New survey on govt’s anti-epidemic policy serves no useful purpose

For social and academic surveys, there’s no room for further emphasis that the polls involved must be designed and conducted objectively, and that the aims for the study should be spelled out in clear and unbiased terms. Of no less importance, the selection of the respondents and the working personnel for the survey ought to be accounted for in appreciable details that help readers of the findings to determine if the project is justified and done in a disinterested manner. 


Unfortunately, opposition groups often cut in at the critical junctures of public undertakings or policy implementation, with surveys eliciting targeted answers apparently for lacing into public authorities for pre-identified “failures” in policies on various community fronts. With only publicity gains sought purportedly by the factions launching challenges against the image and credibility of the special administrative region government, there’s no avail whatsoever of such opinion polls to the administration and the general public! 
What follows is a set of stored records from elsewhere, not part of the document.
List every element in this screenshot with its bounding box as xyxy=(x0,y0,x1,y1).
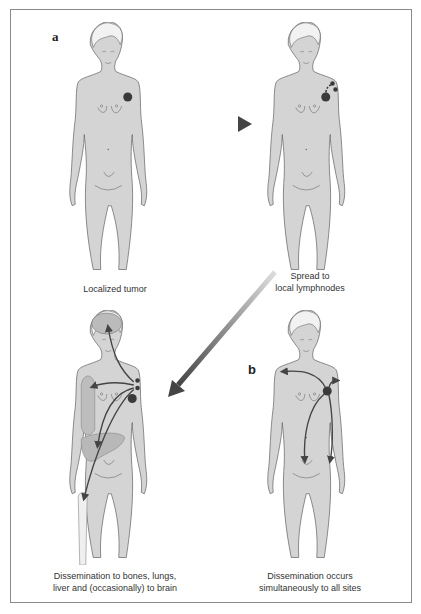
progression-arrows xyxy=(0,0,421,614)
caption-organs: Dissemination to bones, lungs,liver and … xyxy=(20,570,210,594)
caption-simultaneous: Dissemination occurssimultaneously to al… xyxy=(215,570,405,594)
caption-localized: Localized tumor xyxy=(20,283,210,295)
caption-lymph: Spread tolocal lymphnodes xyxy=(215,270,405,294)
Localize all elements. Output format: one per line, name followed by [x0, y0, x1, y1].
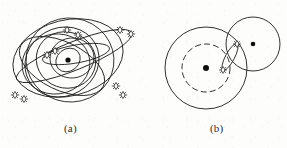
panel-a-caption: (a) — [64, 122, 77, 134]
figure-root: (a) (b) — [0, 0, 287, 148]
secondary-body-dot-icon — [251, 42, 256, 47]
central-body-dot-icon — [65, 57, 70, 62]
panel-b-orbit-diagram — [150, 0, 287, 122]
orbit-ring-8 — [41, 39, 111, 69]
satellite-icon — [233, 40, 241, 48]
satellite-icon — [112, 82, 120, 90]
satellite-icon — [20, 95, 28, 103]
satellite-icon — [63, 26, 71, 34]
satellite-icon — [43, 51, 51, 59]
satellite-icon — [11, 91, 19, 99]
satellite-icon — [116, 26, 124, 34]
satellite-icon — [127, 30, 135, 38]
panel-a-orbit-diagram — [0, 0, 150, 122]
satellite-icon — [74, 31, 82, 39]
satellite-icon — [119, 91, 127, 99]
central-body-dot-icon — [203, 65, 209, 71]
panel-b-caption: (b) — [210, 122, 223, 134]
satellite-icon — [51, 47, 59, 55]
satellite-icon — [219, 66, 227, 74]
orbit-ring-3 — [12, 14, 112, 111]
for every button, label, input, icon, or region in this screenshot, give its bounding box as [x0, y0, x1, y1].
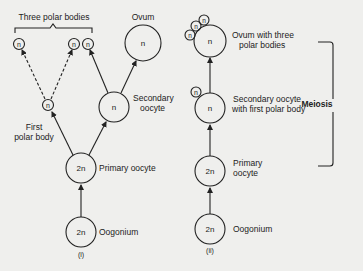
ii-oogonium-ploidy: 2n	[206, 225, 215, 234]
ii-primary-oocyte-label-2: oocyte	[233, 168, 258, 178]
arrow-first-polar-to-pb1	[22, 50, 45, 99]
oogonium-label: Oogonium	[99, 227, 138, 237]
ii-first-polar-body-ploidy: n	[194, 89, 198, 96]
ii-secondary-oocyte-label-2: with first polar body	[231, 104, 306, 114]
first-polar-body-label-2: polar body	[14, 132, 54, 142]
first-polar-body-ploidy: n	[46, 102, 50, 109]
first-polar-body-label-1: First	[26, 122, 43, 132]
arrow-first-polar-to-pb2	[51, 50, 72, 99]
secondary-oocyte-ploidy: n	[112, 103, 116, 112]
ii-ovum-label-2: polar bodies	[239, 40, 285, 50]
polar-bodies-title: Three polar bodies	[19, 12, 90, 22]
primary-oocyte-label: Primary oocyte	[99, 163, 156, 173]
primary-oocyte-ploidy: 2n	[77, 164, 86, 173]
meiosis-label: Meiosis	[301, 99, 332, 109]
caption-i: (i)	[78, 251, 84, 259]
ii-ovum-polar-body-2-ploidy: n	[194, 23, 198, 30]
diagram-i-text: Three polar bodies 2n Oogonium (i) 2n Pr…	[14, 12, 174, 259]
ii-primary-oocyte-ploidy: 2n	[206, 167, 215, 176]
arrow-primary-to-secondary	[89, 122, 106, 155]
oogenesis-diagram: Three polar bodies 2n Oogonium (i) 2n Pr…	[0, 0, 363, 271]
secondary-oocyte-label-1: Secondary	[133, 93, 174, 103]
ii-ovum-polar-body-1-ploidy: n	[188, 32, 192, 39]
ii-oogonium-label: Oogonium	[233, 224, 272, 234]
polar-body-1-ploidy: n	[17, 41, 21, 48]
arrow-secondary-to-ovum	[121, 61, 136, 93]
polar-body-2-ploidy: n	[72, 41, 76, 48]
polar-body-3-ploidy: n	[86, 41, 90, 48]
ii-secondary-oocyte-ploidy: n	[208, 104, 212, 113]
ii-ovum-polar-body-3-ploidy: n	[202, 17, 206, 24]
ii-secondary-oocyte-label-1: Secondary oocyte	[233, 94, 301, 104]
ii-primary-oocyte-label-1: Primary	[233, 158, 263, 168]
ovum-label: Ovum	[132, 12, 155, 22]
polar-bodies-brace	[15, 24, 92, 33]
ovum-ploidy: n	[141, 39, 145, 48]
ii-ovum-ploidy: n	[208, 37, 212, 46]
oogonium-ploidy: 2n	[77, 228, 86, 237]
arrow-secondary-to-pb3	[90, 50, 108, 93]
secondary-oocyte-label-2: oocyte	[140, 103, 165, 113]
caption-ii: (ii)	[206, 247, 214, 255]
arrow-primary-to-first-polar	[52, 112, 73, 155]
ii-ovum-label-1: Ovum with three	[232, 30, 294, 40]
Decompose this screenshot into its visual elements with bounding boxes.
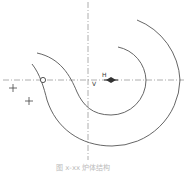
diagram-canvas: H V 图 x-xx 炉体结构 xyxy=(0,0,190,172)
cross-marker xyxy=(25,97,33,105)
figure-caption: 图 x-xx 炉体结构 xyxy=(56,163,110,172)
h-point-label: H xyxy=(102,71,107,78)
cross-marker xyxy=(9,84,17,92)
circle-marker xyxy=(40,77,45,82)
v-point-label: V xyxy=(92,80,97,87)
outer-spiral-curve xyxy=(32,20,180,146)
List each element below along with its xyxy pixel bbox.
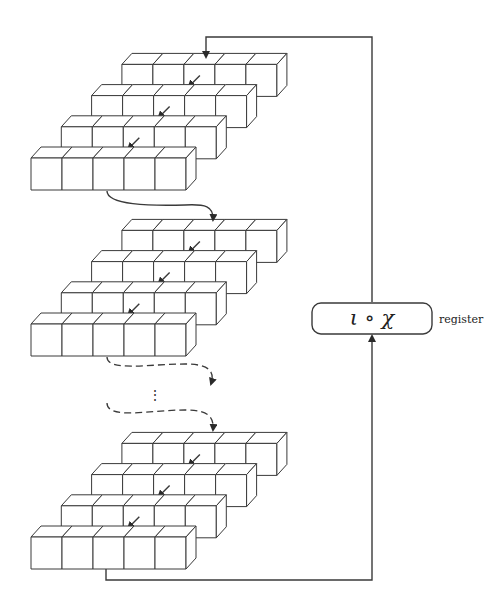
lane-row (31, 313, 196, 356)
register-function-label: ι ∘ χ (350, 306, 396, 330)
register-box: ι ∘ χ (312, 303, 432, 334)
state-group-2 (31, 219, 287, 356)
lane-row (31, 147, 196, 190)
connector-2-to-ellipsis (107, 357, 212, 384)
connector-ellipsis-to-n (107, 403, 213, 430)
state-group-1 (31, 53, 287, 190)
register-label: register (439, 313, 484, 326)
ellipsis: ⋮ (148, 387, 162, 403)
connector-1-to-2 (107, 191, 213, 220)
state-group-n (31, 432, 287, 569)
lane-row (31, 526, 196, 569)
diagram-canvas: ⋮ ι ∘ χ register (0, 0, 501, 598)
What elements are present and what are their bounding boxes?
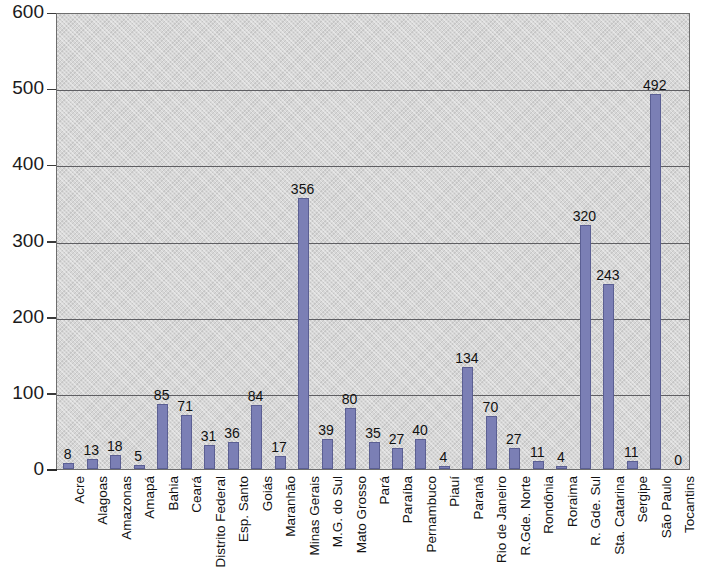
bar	[439, 466, 450, 469]
bar-value-label: 243	[588, 268, 628, 282]
x-axis-tick-label: Sergipe	[636, 476, 650, 523]
y-axis-tick-mark	[47, 165, 56, 167]
x-axis-tick-label: Amapá	[143, 476, 157, 519]
bar-value-label: 84	[236, 389, 276, 403]
x-axis-tick-label: R. Gde. Sul	[589, 476, 603, 546]
x-axis-tick-label: Sta. Catarina	[613, 476, 627, 555]
x-axis-tick-label: Ceará	[190, 476, 204, 513]
bar	[275, 456, 286, 469]
bar	[627, 461, 638, 469]
y-axis-tick-label: 400	[0, 154, 44, 173]
x-axis-tick-label: Paraíba	[401, 476, 415, 523]
y-axis-tick-mark	[47, 241, 56, 243]
bar	[228, 442, 239, 469]
bar-value-label: 80	[330, 392, 370, 406]
bar-value-label: 5	[118, 449, 158, 463]
x-axis-tick-label: Pará	[378, 476, 392, 505]
gridline	[57, 243, 689, 244]
x-axis-tick-label: Distrito Federal	[214, 476, 228, 568]
y-axis-tick-label: 100	[0, 383, 44, 402]
gridline	[57, 319, 689, 320]
x-axis-tick-label: M.G. do Sul	[331, 476, 345, 547]
x-axis-tick-label: Esp. Santo	[237, 476, 251, 542]
bar-value-label: 70	[470, 400, 510, 414]
bar	[157, 404, 168, 469]
bar-value-label: 71	[165, 399, 205, 413]
x-axis-tick-label: Maranhão	[284, 476, 298, 537]
x-axis-tick-label: Amazonas	[120, 476, 134, 540]
y-axis-tick-label: 0	[0, 459, 44, 478]
y-axis-tick-mark	[47, 393, 56, 395]
y-axis-tick-mark	[47, 13, 56, 15]
y-axis-tick-label: 600	[0, 2, 44, 21]
bar-value-label: 492	[635, 78, 675, 92]
bar-value-label: 36	[212, 426, 252, 440]
bar	[134, 465, 145, 469]
bar	[603, 284, 614, 469]
x-axis-tick-label: Alagoas	[96, 476, 110, 525]
y-axis-tick-label: 300	[0, 231, 44, 250]
bar-value-label: 11	[611, 445, 651, 459]
x-axis-tick-label: Rio de Janeiro	[495, 476, 509, 563]
bar	[650, 94, 661, 469]
y-axis-tick-mark	[47, 89, 56, 91]
bar-value-label: 320	[564, 209, 604, 223]
x-axis-tick-label: Mato Grosso	[355, 476, 369, 553]
x-axis-tick-label: São Paulo	[660, 476, 674, 538]
bar	[204, 445, 215, 469]
bar	[462, 367, 473, 469]
y-axis-tick-mark	[47, 317, 56, 319]
bar	[556, 466, 567, 469]
bar-value-label: 17	[259, 440, 299, 454]
bar-value-label: 39	[306, 423, 346, 437]
bar-value-label: 40	[400, 423, 440, 437]
bar	[580, 225, 591, 469]
bar-value-label: 356	[283, 182, 323, 196]
gridline	[57, 90, 689, 91]
bar	[322, 439, 333, 469]
bar	[87, 459, 98, 469]
x-axis-tick-label: Pernambuco	[425, 476, 439, 553]
bar-value-label: 0	[658, 453, 698, 467]
bar	[251, 405, 262, 469]
x-axis-tick-label: Bahia	[167, 476, 181, 511]
x-axis-tick-label: Roraima	[566, 476, 580, 527]
x-axis-tick-label: Minas Gerais	[308, 476, 322, 556]
bar-value-label: 134	[447, 351, 487, 365]
x-axis-tick-label: Piauí	[448, 476, 462, 507]
x-axis-tick-label: Tocantins	[683, 476, 697, 533]
x-axis-tick-label: Rondônia	[542, 476, 556, 534]
bar-chart: 0100200300400500600 81318585713136841735…	[0, 0, 703, 588]
gridline	[57, 166, 689, 167]
bar-value-label: 4	[423, 450, 463, 464]
x-axis-tick-label: Acre	[73, 476, 87, 504]
bar-value-label: 4	[541, 450, 581, 464]
y-axis-tick-label: 500	[0, 78, 44, 97]
x-axis-tick-label: Paraná	[472, 476, 486, 520]
bar	[63, 463, 74, 469]
bar	[392, 448, 403, 469]
x-axis-tick-label: Goiás	[261, 476, 275, 511]
y-axis-baseline-tick	[47, 469, 57, 471]
x-axis-tick-label: R.Gde. Norte	[519, 476, 533, 556]
y-axis-tick-label: 200	[0, 307, 44, 326]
The survey mounted by the Hong Kong Public Opinion Research Institute (HKPORI) on the SAR government’s anti-epidemic policy, for which the group has just released the outcome to the media, offers a case to illustrate the above situation. At this point in time, when the city is wholly concerted in determination and efforts to keep the COVID-19 virus transmission at bay, along with the heightened hard work from both local and mainland medics to treat patients struggling with the life-threatening omicron variant, a survey of such a kind does not serve any public good. Apart from distracting official attention to things they are already grappling with and trying to tackle, what benefit does the survey offer to the general public! 

Some of the questions that are raised in the questionnaire make little sense, surprisingly. For instance, it starts by asking the respondents the chance of getting infected, which ends up with the majority coming down to “30 percent”. On what basis have the surveyed people decided on this quantitative option, among those given? The study has also obtained a 45 percent objection rate to the social distancing rule currently in force that caps social gatherings to two people each. While 80 percent of the replies gathered in the study were regarded by the HKPORI as dismissing the restrictions imposed under the COVID-19 surge, the overall consensus grabbed by the survey accepts only a ceiling of 10 people for each gathering. In addition to running counter to the primary objective of effecting a swift control of the viral transmission in the wider community, such a recommendation from a social survey lacks operational significance and rouses unnecessarily unhappy sentiments against the government. 

As former Legislative Council President Rita Fan Hsu Lai-tai openly observed recently, the coronavirus epidemic being faced by Hong Kong is so gigantic in magnitude, complexity and medical dimensions that it surpasses all the city’s capabilities and material resources to cope with. Regardless of the previous arguments and political conflicts, all stakeholding parties in the territory must bury their hatchets and, with the vital support and care initiated by President Xi Jinping on the homeland, come to a united front to strike a phenomenal victory in attaining the “dynamic zero infection”, which is crucial for the reopening of the mainland’s border with the HKSAR for business and other interflows, as well as the revival of quarantine-free communications with major destinations abroad. 

Mervyn Cheung Man-ping is a member of the Chinese Association of Hong Kong and Macao Studies.